6.3 Unsupported tape drives

The Irwin AX250L (and the IBM Internal Tape Backup Unit) does not work the ftape. This is because they only support QIC-117, but not the QIC-80 standard (they use Irwin's proprietary ``servoe (Rhomat)'' format). I know nothing about the Rhomat format, nor where to get any info on it. Sorry.

The COREtape light does not accept the initialisation commands, we're feeding it. This pretty much leaves the drive unusable.

6.4 Using an external tape drive with ftape

If you have a floppy controller which has a female DB37 connector on the bracket (and some means of delivering power to the drive), you can use it with ftape. OK, that sentence was not very obvious. Let's try it this way: Some FDC's (the very ancient one's), have a DB37 connector on the bracket, for connecting to external floppy drives.

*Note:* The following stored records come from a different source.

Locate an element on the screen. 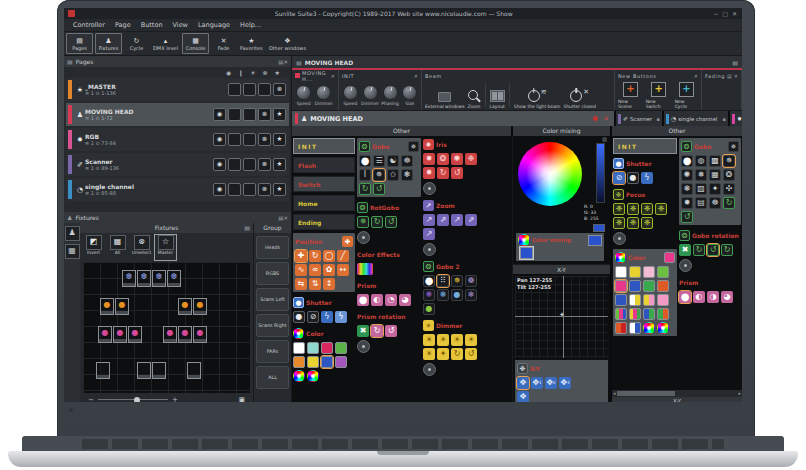 The image size is (806, 470). color-icon is located at coordinates (620, 258).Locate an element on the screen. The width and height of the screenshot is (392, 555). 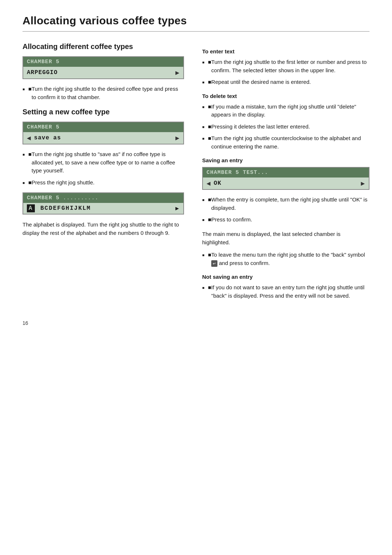
list-item: ■ If you made a mistake, turn the right … is located at coordinates (286, 111).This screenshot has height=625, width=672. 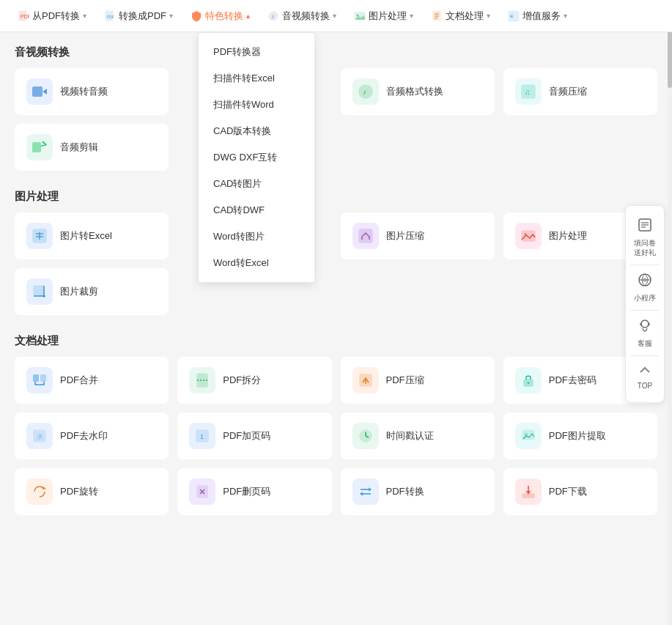 I want to click on audio-video-grid: 视频转音频 ♪ 音频格式转换 ♫ 音频压缩, so click(x=336, y=92).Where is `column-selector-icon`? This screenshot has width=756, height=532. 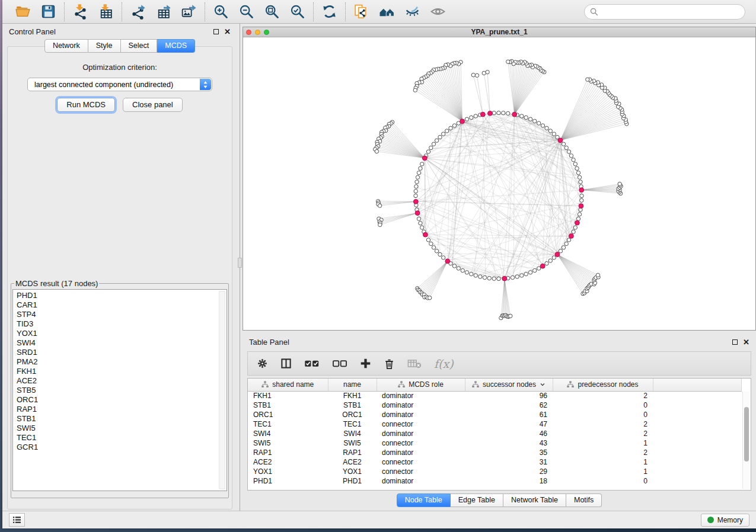
column-selector-icon is located at coordinates (286, 364).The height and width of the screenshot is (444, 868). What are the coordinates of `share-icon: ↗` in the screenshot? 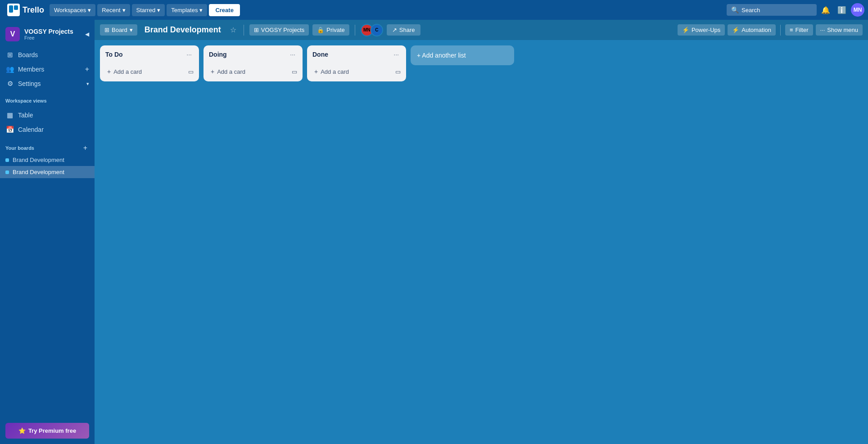 It's located at (394, 30).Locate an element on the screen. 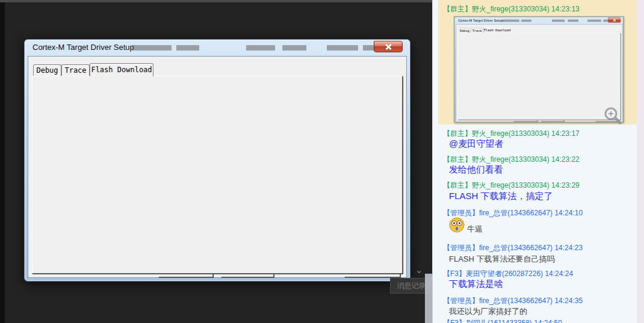  top-strip is located at coordinates (216, 1).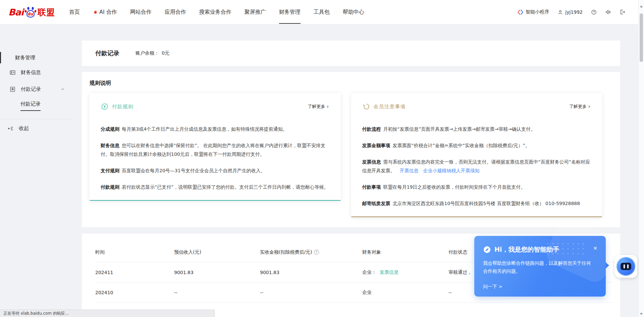 This screenshot has width=644, height=317. Describe the element at coordinates (477, 166) in the screenshot. I see `rule-paragraph: 发票信息需与系统内发票信息内容完全一致，否则无法支付。请根据发票信息页面中“百度…` at that location.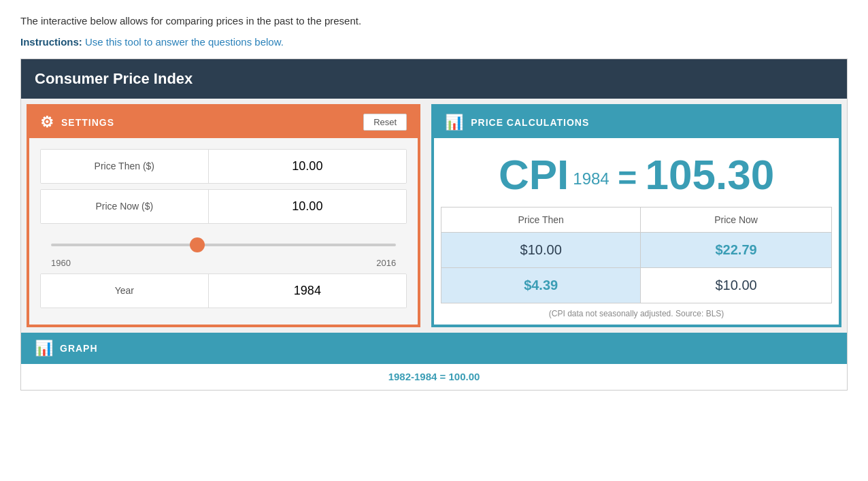 Image resolution: width=868 pixels, height=481 pixels. What do you see at coordinates (125, 291) in the screenshot?
I see `year-label: Year` at bounding box center [125, 291].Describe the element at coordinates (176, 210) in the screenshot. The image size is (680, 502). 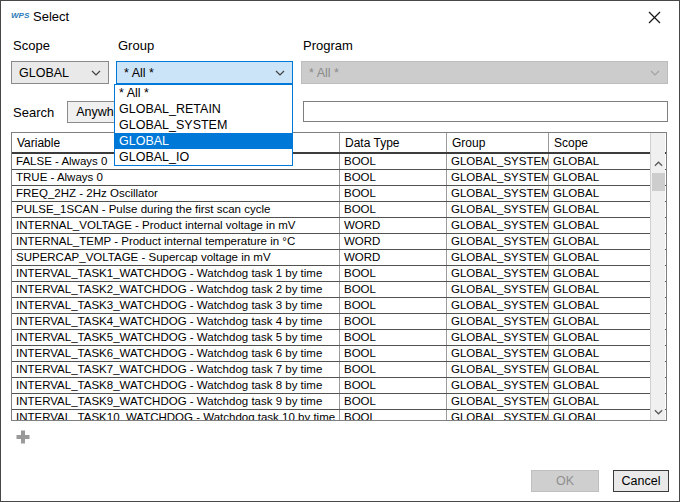
I see `cell-variable: PULSE_1SCAN - Pulse during the first sca…` at that location.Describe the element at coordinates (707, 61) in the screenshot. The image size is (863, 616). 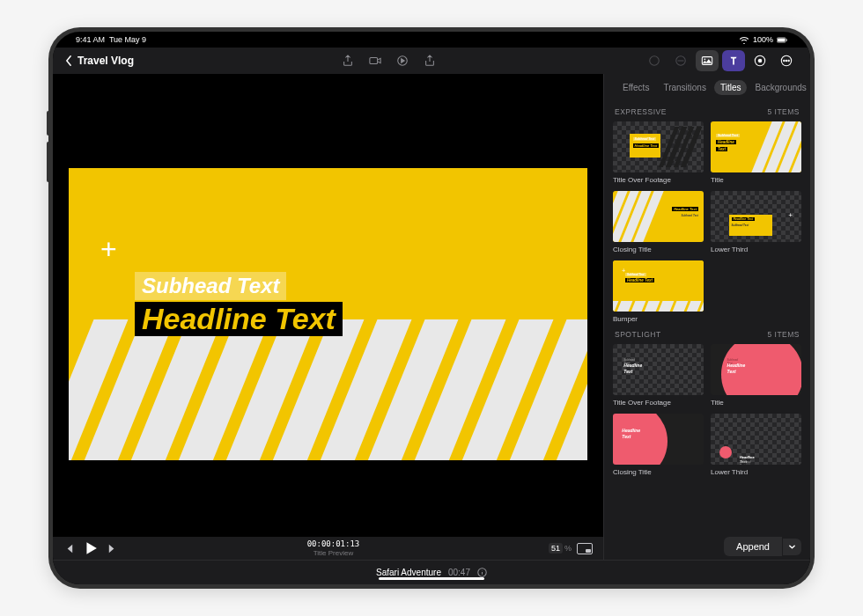
I see `media-library-button` at that location.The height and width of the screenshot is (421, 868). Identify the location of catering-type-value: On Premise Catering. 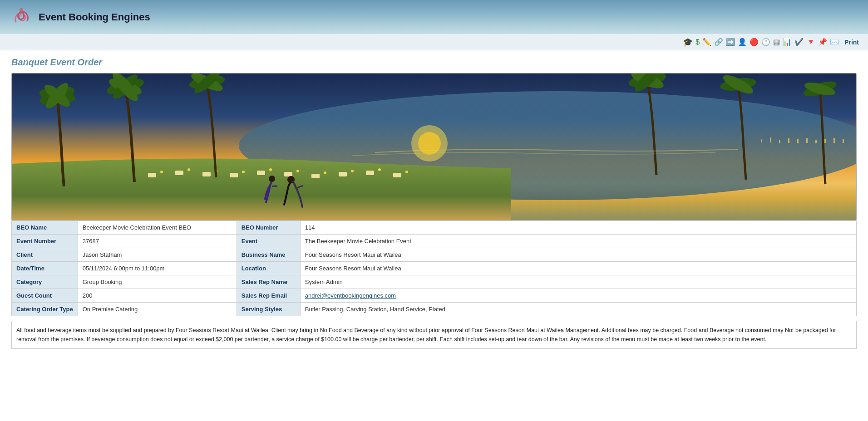
(157, 309).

If you make a suitable cable from the DB37 connector (on the FDC) to your external tape drive, you can get ftape to control your tape drive.

This is because that from a program's view there is no difference between the internal and the external connectors. So, from ftape's point of view, they are identical.

The power connector is of the "mini" type, sitting on 3.5" floppy drives. The idea appears to be that you plug one of the power connectors from the PSU to this connector on the board. If you want to use just a single cable, you might want to get a 50 wire cable, and use multiple wires for the power lines (and ground, for that matter).

I have received no confirmation from anyone that this works. Let me know your results if you try it.

6.5 PCI motherboards and ftape

Unfortunately, some PCI motherboards cause problems when running ftape. Some people have experienced that ftape would not run in a PCI based box, but ran flawlessly in a normal ISA based 386DX machine. If you have such a problem, please read the README.PCI file in the ftape distribution.

A floppy disk controller needs the ISA bus DMA controller for its memory transfers. Seemingly the ISA DMA controller doesn't get control over the memory bus often enough on some PCI based systems.